This paper presents an attempt at deterministically modeling spatially distributed snowmelt in an alpine catchment. The basin is 9.4 km2 in area and elevations range from 1900 to 3050 m above sea level. The model makes use of digital terrain data with 25 m grid spacing. Energy balance components are calculated for each grid element taking topographic variations of solar radiation into account. For each grid element albedo and snow surface temperatures are simulated. Model performance is evaluated on the basis of snow cover depletion patterns as derived from weekly air photographs. The use of spatially distributed data allows for addressing individual model components. Results indicate that the basic model assumptions are realistic. Model inadequacies are shown to arise from processes not included in the model such as avalanching and long wave emission from surrounding terrain as well as inaccurate model parameters.
[1] Empirical distribution functions of flood peaks in small catchments sometimes show discontinuities in the slope; that is, the largest flood peaks are significantly larger than the rest of the record. The aim of this paper is to understand whether these discontinuities, or step changes, can be a consistent effect of hydrological processes. We conducted field surveys in two Austrian alpine catchments 73 km 2 in size to map the spatial patterns of surface runoff generation and hydrogeologic storage. On the basis of this information, we selected the parameters of a distributed continuous runoff model, which is designed to simulate well the point when the storage capacity of the catchment is exhausted. Then we calibrated a stochastic rainfall model and performed Monte Carlo simulations of runoff to generate flood frequency curves for the two catchments. The curves exhibit a step change around a return period of 30 years. An analysis of the storage capacities suggests that this step change is due to a threshold of storage capacity being exceeded, which causes fast surface runoff in large parts of the catchments. The threshold occurs when the storage within the catchment is spatially rather uniform. To identify step changes, reliable estimates of the catchment storage capacity are needed on the basis of detailed hydrogeological information. The occurrence of a step change is of importance for estimating low-probability floods since the flood estimates with the step change accounted for can be significantly different from those based on commonly used distribution functions. We therefore suggest that step changes in the flood frequency curve of small catchments can be real and their possible presence should be taken into account in design flood estimation.
Abstract:Time-lapse photography provides an attractive source of information about snow cover characteristics, especially at the small catchment scale. The objective of this study was to design and test a monitoring system, which allows multi-resolution observations of snow cover characteristics. The main aim was to simultaneously investigate the spatio-temporal patterns of snow cover, snow depth and snowfall interception in the area very close to the camera, and the spatio-temporal patterns of snow cover in the far range. The multi-resolution design was tested at three sites in the eastern part of the Austrian Alps (Hochschwab-Rax region). Digital photographs were taken at hourly time steps between 6:00 and 18:00 in the period November, 2004 to December, 2006. The results showed that the time-lapse photography allows effective mapping of the snow depths at high temporal resolution in the region close to the digital camera at many snow stake locations. It is possible to process a large number of photos by using an automatic procedure for accurate snow depth readings. The digital photographs can also be used to infer the settling characteristics of the snow pack and snow interception during the day. Although it is not possible to directly estimate the snow interception mass, the photos may indeed give very useful information on the snow processes on and beneath the forest canopy. The main advantage of using time-lapse photography in the far range of the digital camera is to observe the spatiotemporal patterns of snow cover over different landscape configurations. The results illustrate that digital photographs can be very useful for parameterising processes such as sloughing on steep slopes, snow deposition in gullies and snow erosion on mountain ridges in a distributed snow model.
Traditionally, snowmelt modelling has been governed by the operational need for runoff forecasts. Parsimony in terms of model complexity and data requirements was a major concern. More recently, the increased importance of analyzing environmental problems and extreme conditions has motivated the development of distributed snow models. Unfortunately, the use of this type of models is limited by a number of factors including a) the extreme heterogeneity of the hydrologic environment, b) the mismatch of scales between observed variables and model state variables, c) the large number of model parameters, and d) the observability/testability problem. This paper discusses the implications of these constraints on the use of site and catchment scale concepts, regionalisation techniques, and calibration methods. In particular, the point is made that in many cases model parameters are poorly defined or not unique when being optimized on the basis of runoff data. Snow cover depletion patterns are shown to be vastly superior to runoff data for discriminating between alternative model assumptions. The patterns are capable of addressing individual model components representing snow deposition and albedo while the respective parameters are highly intercorrelated in terms of catchment runoff. The paper concludes that site scale models of snow cover processes are fairly advanced but much is left to be done at the catchment scale. Specifically, more emphasis needs to be directed towards measuring and representing spatial variability in catchments as well as on spatially distributed model evaluation.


_Task objective_
Exactness is required. Restate every entry as written.

### Provided records ###

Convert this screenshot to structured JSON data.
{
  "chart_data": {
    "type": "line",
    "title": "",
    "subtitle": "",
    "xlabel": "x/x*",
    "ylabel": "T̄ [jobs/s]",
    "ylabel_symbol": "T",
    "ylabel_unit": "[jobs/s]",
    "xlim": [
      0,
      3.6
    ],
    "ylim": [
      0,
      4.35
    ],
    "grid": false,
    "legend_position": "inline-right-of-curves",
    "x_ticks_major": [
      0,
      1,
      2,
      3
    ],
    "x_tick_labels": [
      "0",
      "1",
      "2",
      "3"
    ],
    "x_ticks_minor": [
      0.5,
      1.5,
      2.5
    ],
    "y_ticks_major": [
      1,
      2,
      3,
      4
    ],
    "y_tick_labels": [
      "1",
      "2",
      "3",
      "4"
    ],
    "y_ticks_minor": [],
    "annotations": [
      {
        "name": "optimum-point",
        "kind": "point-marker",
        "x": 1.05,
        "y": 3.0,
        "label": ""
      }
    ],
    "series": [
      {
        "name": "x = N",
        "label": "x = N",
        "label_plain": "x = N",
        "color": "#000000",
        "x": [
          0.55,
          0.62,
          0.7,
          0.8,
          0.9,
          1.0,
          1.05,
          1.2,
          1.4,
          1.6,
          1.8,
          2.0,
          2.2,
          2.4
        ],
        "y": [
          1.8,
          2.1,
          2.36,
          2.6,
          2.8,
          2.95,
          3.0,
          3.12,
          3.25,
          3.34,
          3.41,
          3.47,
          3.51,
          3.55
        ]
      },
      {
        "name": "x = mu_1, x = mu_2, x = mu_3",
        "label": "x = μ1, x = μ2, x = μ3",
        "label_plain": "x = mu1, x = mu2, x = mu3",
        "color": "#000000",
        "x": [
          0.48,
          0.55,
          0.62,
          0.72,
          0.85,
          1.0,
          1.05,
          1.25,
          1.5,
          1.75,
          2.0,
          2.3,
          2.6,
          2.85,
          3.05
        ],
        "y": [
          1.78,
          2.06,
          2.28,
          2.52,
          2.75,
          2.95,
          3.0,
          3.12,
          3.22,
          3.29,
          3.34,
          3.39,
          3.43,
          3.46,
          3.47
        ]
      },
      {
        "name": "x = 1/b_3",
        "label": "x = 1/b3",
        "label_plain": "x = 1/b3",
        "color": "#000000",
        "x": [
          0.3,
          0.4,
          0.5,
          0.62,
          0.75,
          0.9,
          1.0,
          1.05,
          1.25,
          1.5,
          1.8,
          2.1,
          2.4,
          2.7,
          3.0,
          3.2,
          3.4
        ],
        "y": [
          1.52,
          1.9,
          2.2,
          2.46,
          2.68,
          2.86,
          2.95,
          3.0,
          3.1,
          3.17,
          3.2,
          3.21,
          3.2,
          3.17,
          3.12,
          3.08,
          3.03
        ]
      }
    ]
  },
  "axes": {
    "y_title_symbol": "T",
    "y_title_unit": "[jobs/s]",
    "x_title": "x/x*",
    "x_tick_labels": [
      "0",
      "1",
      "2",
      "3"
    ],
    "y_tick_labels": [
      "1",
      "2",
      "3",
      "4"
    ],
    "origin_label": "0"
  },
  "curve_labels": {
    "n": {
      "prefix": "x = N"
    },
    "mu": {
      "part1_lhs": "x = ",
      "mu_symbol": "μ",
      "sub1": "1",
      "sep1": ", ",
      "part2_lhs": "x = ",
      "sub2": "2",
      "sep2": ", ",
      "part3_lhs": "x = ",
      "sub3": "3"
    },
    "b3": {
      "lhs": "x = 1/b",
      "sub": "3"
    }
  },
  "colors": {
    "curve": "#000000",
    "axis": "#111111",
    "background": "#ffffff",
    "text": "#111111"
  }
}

###

_Response area_
Convert this screenshot to structured JSON data.
{
  "chart_data": {
    "type": "line",
    "title": "",
    "subtitle": "",
    "xlabel": "x/x*",
    "ylabel": "T̄ [jobs/s]",
    "ylabel_symbol": "T",
    "ylabel_unit": "[jobs/s]",
    "xlim": [
      0,
      3.6
    ],
    "ylim": [
      0,
      4.35
    ],
    "grid": false,
    "legend_position": "inline-right-of-curves",
    "x_ticks_major": [
      0,
      1,
      2,
      3
    ],
    "x_tick_labels": [
      "0",
      "1",
      "2",
      "3"
    ],
    "x_ticks_minor": [
      0.5,
      1.5,
      2.5
    ],
    "y_ticks_major": [
      1,
      2,
      3,
      4
    ],
    "y_tick_labels": [
      "1",
      "2",
      "3",
      "4"
    ],
    "y_ticks_minor": [],
    "annotations": [
      {
        "name": "optimum-point",
        "kind": "point-marker",
        "x": 1.05,
        "y": 3.0,
        "label": ""
      }
    ],
    "series": [
      {
        "name": "x = N",
        "label": "x = N",
        "label_plain": "x = N",
        "color": "#000000",
        "x": [
          0.55,
          0.62,
          0.7,
          0.8,
          0.9,
          1.0,
          1.05,
          1.2,
          1.4,
          1.6,
          1.8,
          2.0,
          2.2,
          2.4
        ],
        "y": [
          1.8,
          2.1,
          2.36,
          2.6,
          2.8,
          2.95,
          3.0,
          3.12,
          3.25,
          3.34,
          3.41,
          3.47,
          3.51,
          3.55
        ]
      },
      {
        "name": "x = mu_1, x = mu_2, x = mu_3",
        "label": "x = μ1, x = μ2, x = μ3",
        "label_plain": "x = mu1, x = mu2, x = mu3",
        "color": "#000000",
        "x": [
          0.48,
          0.55,
          0.62,
          0.72,
          0.85,
          1.0,
          1.05,
          1.25,
          1.5,
          1.75,
          2.0,
          2.3,
          2.6,
          2.85,
          3.05
        ],
        "y": [
          1.78,
          2.06,
          2.28,
          2.52,
          2.75,
          2.95,
          3.0,
          3.12,
          3.22,
          3.29,
          3.34,
          3.39,
          3.43,
          3.46,
          3.47
        ]
      },
      {
        "name": "x = 1/b_3",
        "label": "x = 1/b3",
        "label_plain": "x = 1/b3",
        "color": "#000000",
        "x": [
          0.3,
          0.4,
          0.5,
          0.62,
          0.75,
          0.9,
          1.0,
          1.05,
          1.25,
          1.5,
          1.8,
          2.1,
          2.4,
          2.7,
          3.0,
          3.2,
          3.4
        ],
        "y": [
          1.52,
          1.9,
          2.2,
          2.46,
          2.68,
          2.86,
          2.95,
          3.0,
          3.1,
          3.17,
          3.2,
          3.21,
          3.2,
          3.17,
          3.12,
          3.08,
          3.03
        ]
      }
    ]
  },
  "axes": {
    "y_title_symbol": "T",
    "y_title_unit": "[jobs/s]",
    "x_title": "x/x*",
    "x_tick_labels": [
      "0",
      "1",
      "2",
      "3"
    ],
    "y_tick_labels": [
      "1",
      "2",
      "3",
      "4"
    ],
    "origin_label": "0"
  },
  "curve_labels": {
    "n": {
      "prefix": "x = N"
    },
    "mu": {
      "part1_lhs": "x = ",
      "mu_symbol": "μ",
      "sub1": "1",
      "sep1": ", ",
      "part2_lhs": "x = ",
      "sub2": "2",
      "sep2": ", ",
      "part3_lhs": "x = ",
      "sub3": "3"
    },
    "b3": {
      "lhs": "x = 1/b",
      "sub": "3"
    }
  },
  "colors": {
    "curve": "#000000",
    "axis": "#111111",
    "background": "#ffffff",
    "text": "#111111"
  }
}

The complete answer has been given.